Higher TFSA contribution limits could cost us all.

Launched in 2009, tax-free savings accounts may be the most important development in Canadian personal finance since the introduction of the registered retirement savings plan back in the 1950s. TFSAs are Swiss army knives – a financial knife, corkscrew, screwdriver and more. But doubling the annual contribution limit of $5,500 is a bad idea.

Message to the federal government: Please don’t, because we can’t afford it.

At issue is the tax revenue the federal government goes without when someone puts money in a TFSA. While contributions are made with after-tax dollars, all investment or savings gains in the account are, like the name says, tax-free.

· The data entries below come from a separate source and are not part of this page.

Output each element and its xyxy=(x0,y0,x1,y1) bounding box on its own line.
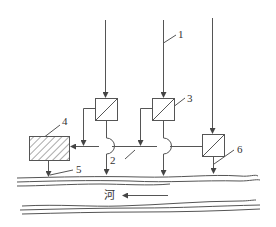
label-3: 3 xyxy=(187,92,193,104)
river-bank-top-2 xyxy=(17,180,260,182)
leader-5 xyxy=(50,170,73,175)
leader-2 xyxy=(125,150,135,159)
leader-1 xyxy=(164,35,177,43)
label-5: 5 xyxy=(76,163,82,175)
label-river: 河 xyxy=(104,189,115,201)
leader-4 xyxy=(45,125,60,137)
diagram-canvas: 1 3 4 2 5 6 河 xyxy=(0,0,276,227)
label-4: 4 xyxy=(62,115,68,127)
river-bank-top-1 xyxy=(17,175,258,178)
central-facility-4 xyxy=(30,137,70,161)
treatment-unit-a xyxy=(96,99,118,121)
treatment-unit-6 xyxy=(203,135,225,157)
river-bank-bottom-1 xyxy=(22,200,256,206)
river-bank-top-3 xyxy=(17,184,170,186)
label-6: 6 xyxy=(237,143,243,155)
label-1: 1 xyxy=(178,28,184,40)
label-2: 2 xyxy=(110,154,116,166)
treatment-unit-3 xyxy=(153,99,175,121)
bypass-branch-a xyxy=(84,109,96,146)
bypass-branch-b xyxy=(141,109,153,146)
outflow-b xyxy=(164,121,172,176)
leader-3 xyxy=(175,98,186,106)
river-bank-bottom-3 xyxy=(22,209,260,214)
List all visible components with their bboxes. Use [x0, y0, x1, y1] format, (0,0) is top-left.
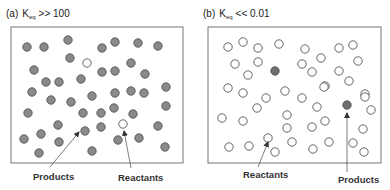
product-molecule	[162, 83, 170, 91]
reactant-molecule	[119, 120, 127, 128]
product-molecule	[129, 110, 137, 118]
product-molecule	[20, 135, 28, 143]
product-molecule	[154, 42, 162, 50]
reactant-molecule	[309, 145, 317, 153]
reactant-molecule	[254, 44, 262, 52]
panel-b: (b)Keq<< 0.01 ReactantsProducts	[203, 8, 381, 185]
product-molecule	[40, 43, 48, 51]
reactant-molecule	[264, 134, 272, 142]
reactant-molecule	[298, 60, 306, 68]
reactant-molecule	[275, 40, 283, 48]
reactant-molecule	[345, 77, 353, 85]
product-molecule	[66, 54, 74, 62]
reactant-molecule	[244, 71, 252, 79]
product-molecule	[81, 127, 89, 135]
reactants-label: Reactants	[243, 169, 288, 180]
product-molecule	[35, 149, 43, 157]
reactant-molecule	[298, 94, 306, 102]
reactant-molecule	[308, 68, 316, 76]
product-molecule	[97, 123, 105, 131]
reactant-molecule	[239, 38, 247, 46]
reactant-molecule	[359, 125, 367, 133]
product-molecule	[114, 136, 122, 144]
reactant-molecule	[225, 143, 233, 151]
reactant-molecule	[281, 87, 289, 95]
reactant-molecule	[245, 142, 253, 150]
reactant-molecule	[218, 114, 226, 122]
panel-b-title: (b)Keq<< 0.01	[203, 8, 270, 20]
product-molecule	[111, 89, 119, 97]
product-molecule	[23, 43, 31, 51]
reactant-molecule	[360, 148, 368, 156]
reactant-molecule	[349, 41, 357, 49]
product-molecule	[47, 96, 55, 104]
reactant-molecule	[321, 117, 329, 125]
reactant-molecule	[283, 124, 291, 132]
reactants-label: Reactants	[118, 172, 163, 183]
product-molecule	[154, 122, 162, 130]
product-molecule	[54, 121, 62, 129]
product-molecule	[98, 68, 106, 76]
reactant-molecule	[349, 139, 357, 147]
product-molecule	[111, 38, 119, 46]
reactant-molecule	[325, 138, 333, 146]
reactant-molecule	[283, 111, 291, 119]
product-molecule	[77, 75, 85, 83]
product-molecule	[161, 143, 169, 151]
reactant-molecule	[301, 45, 309, 53]
product-molecule	[343, 101, 351, 109]
product-molecule	[28, 88, 36, 96]
product-molecule	[135, 134, 143, 142]
product-molecule	[127, 59, 135, 67]
product-molecule	[98, 44, 106, 52]
reactant-molecule	[254, 58, 262, 66]
products-label: Products	[338, 174, 379, 185]
product-molecule	[30, 66, 38, 74]
reactant-molecule	[308, 123, 316, 131]
panel-a: (a)Keq>> 100 ProductsReactants	[6, 8, 183, 183]
reactant-molecule	[224, 43, 232, 51]
reactant-molecule	[239, 117, 247, 125]
product-molecule	[67, 98, 75, 106]
product-molecule	[88, 147, 96, 155]
product-molecule	[110, 104, 118, 112]
product-molecule	[88, 92, 96, 100]
product-molecule	[141, 70, 149, 78]
reactant-molecule	[361, 93, 369, 101]
product-molecule	[271, 67, 279, 75]
product-molecule	[24, 109, 32, 117]
reactant-molecule	[335, 44, 343, 52]
product-molecule	[55, 138, 63, 146]
product-molecule	[55, 78, 63, 86]
reactant-molecule	[320, 83, 328, 91]
reactant-molecule	[354, 57, 362, 65]
reactant-molecule	[83, 59, 91, 67]
reactant-molecule	[239, 89, 247, 97]
product-molecule	[64, 36, 72, 44]
product-molecule	[140, 89, 148, 97]
product-molecule	[134, 39, 142, 47]
reactant-molecule	[367, 106, 375, 114]
reactant-molecule	[288, 138, 296, 146]
reactant-molecule	[317, 54, 325, 62]
equilibrium-diagram: (a)Keq>> 100 ProductsReactants (b)Keq<< …	[0, 0, 390, 190]
panel-a-title: (a)Keq>> 100	[6, 8, 70, 20]
product-molecule	[42, 78, 50, 86]
product-molecule	[162, 102, 170, 110]
reactant-molecule	[335, 67, 343, 75]
reactant-molecule	[271, 148, 279, 156]
product-molecule	[111, 67, 119, 75]
product-molecule	[37, 130, 45, 138]
product-molecule	[79, 109, 87, 117]
reactant-molecule	[224, 84, 232, 92]
products-label: Products	[33, 171, 74, 182]
reactant-molecule	[253, 104, 261, 112]
product-molecule	[127, 87, 135, 95]
reactant-molecule	[262, 94, 270, 102]
product-molecule	[97, 109, 105, 117]
reactant-molecule	[231, 60, 239, 68]
reactant-molecule	[313, 103, 321, 111]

TFSAs are widely popular, but they’re new enough still that they cost the government only $410-million in tax revenue in 2013. Future contributions to TFSAs and continuing tax-free gains within them will push this number higher in future years, but we can live with that because of the benefits of having people use these savings vehicles. Doubling the amount of money people can put in TFSAs to $11,000 is pushing it, though.

A report from the Parliamentary Budget Officer this week says the federal government would lose $14.7-billion a year in revenue by 2060 and the provinces would lose $7.6-billion a year. That’s a tremendous amount of money to forgo in a country with a population aging as quickly as ours.

The latest population estimates from Statistics Canada suggest that seniors will account for 25.5 per cent of the population by 2061, up from 14.4 per cent in 2011. You can imagine what this trend will mean for government spending on health care and income programs such as Old Age Security and the Guaranteed Income Supplement.

In fact, Ottawa was so concerned about the sustainability of OAS – it’s funded from general government revenue – that it announced that it would gradually increase the age of eligibility to 67 from 65 starting in 2023. Ottawa saved a whack of money doing that. Now, it’s looking at depleting the savings it realized with a higher TFSA contribution limit.

An aging population will weigh on our economic productivity, so we can’t depend on future growth to sustain government spending. This suggests taxpayers will have to pick up the slack. Higher taxes are one possibility, although they’d be a tough sell for any government facing an electorate with a heavy weighting of seniors.

Reduced health-care coverage is another lever for governments with a revenue shortfall. More services and procedures could be delisted from provincial health-care plans, which means more out-of-pocket expenses for the prime consumers of medical services. Seniors of the future, that’s you.

Finally, higher TFSA limits would put a strain on OAS and GIS and possibly lead to benefit cuts or more severe clawbacks. One of the benefits of TFSAs is that money you withdraw from them isn’t considered taxable income and thus can’t trigger clawbacks of OAS or GIS benefits for retirees. If more people use TFSAs to generate retirement income, then there will be fewer clawbacks and thus more GIS and OAS money being paid out.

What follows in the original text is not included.